European design protection may be attractive
Posted in Designs
European design protection may be attractive

European design protection may be faster, cheaper and better than trademark protection under some circumstances.

You may find it cheaper and better to protect your product design or logo in the European Union ("EU") as a Registered Community Design ("RCD") instead of registering it as a trademark in each EU country or even registering it as a Community Trade Mark ("CTM") which, like the RCD, covers all member countries. Of course, it also is possible to register it as both if the design functions as a source identifier for a product or service.

Definition of 'Design' Is Broad

A "design" is broadly defined as the external appearance of the whole or a part of a product's features or its ornamentation (including its lines, contours, colors, shape, texture and materials). This includes

--Packaging

--Trade Dress

--Graphic Symbols

--Typefaces (but not the computer programs that generate them)

--The visible appearance of parts assembled into a complex product

The design must be "new," that is, not previously disclosed or made available publicly in a way it would be known in the EU.

It also must be "novel" in that it creates a different overall impression, to an informed user, from any previously available design.

In addition, it may not be composed of features dictated solely by their technical function.

Two-Tier System of Protection

The EU has a two-tier system of design protection:  (1) a short-term unregistered design ("UCD"), and (2) a longer-term registered design ("RCD"). 

Unregistered Community Design
(3-year protection).

Any new design "made available to the public" in the EU is automatically protected against copying.   

The term is three years from the date of the design's availability to the public. 

Registered Community Design  
(up to 25-year protection).

You have a twelve-month grace period after a design has been "made available to the public" anywhere to apply for an RCD.

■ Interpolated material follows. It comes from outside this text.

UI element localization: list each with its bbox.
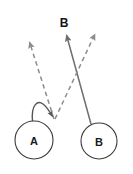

While the application for an RCD must indicate the product to which it relates, the scope of protection of the registration is not limited to that particular product.  It provides a patent-like "monopoly" that does not require you to show that an infringer copied your design. 

The term of an RCD is five years from its filing date, and it is renewable for five-year periods up to a maximum of twenty-five years. 

  

Simple and Fast

Applications for the RCD are processed by the European Office for Harmonization in the Internal Market ("OHIM") in Alicante, Spain. No substantive examination of applications for novelty or individual character is conducted by OHIM, so the registration process normally takes only weeks. You can "fast track" examination to as little as two working days.

You can include as many designs as you wish in a single application.. 

For a small additional fee, the details of your design application may be kept confidential for up to thirty months from the date of application, so you can keep your design secret before launch.

Low Cost

At current currency conversion rates, the official filing fee for one design is about US$ 250 plus a publication fee of about US$ 130. Additional designs may be included at lower official fees. The official fee to defer publication  is approximately US$ 45.

Many Industries Will Benefit

The unregistered design is especially useful for products with a short market life, like fashion apparel.  It also is useful for large numbers of designs, only a few of which eventually will be commercialized. 

The RCD, on the other hand, is particularly advantageous for broad, long-term protection of the designs with a long market life (such as automobiles or toys) or that have become classics (such as liquor bottles or perfume bottles) to prevent any unauthorized party from making, supplying, importing, exporting, using, or otherwise dealing in products that incorporate the design.

  

You Should Consider Acting Quickly

Someone who sees your design might apply for it first, and this could cause legal headaches.   So a designer should consider applying for an RCD as soon as possible. 

Although you can file an RCD application directly with OHIM, you may find it desirable to use an attorney to avoid technical pitfalls and to answer any questions OHIM may raise.

For further information, please contact William M. Borchard or Jeffrey H. Epstein

This ON MY MIND™ Blog post © 2016 by Cowan, Liebowitz & Latman, P.C., New York, NY.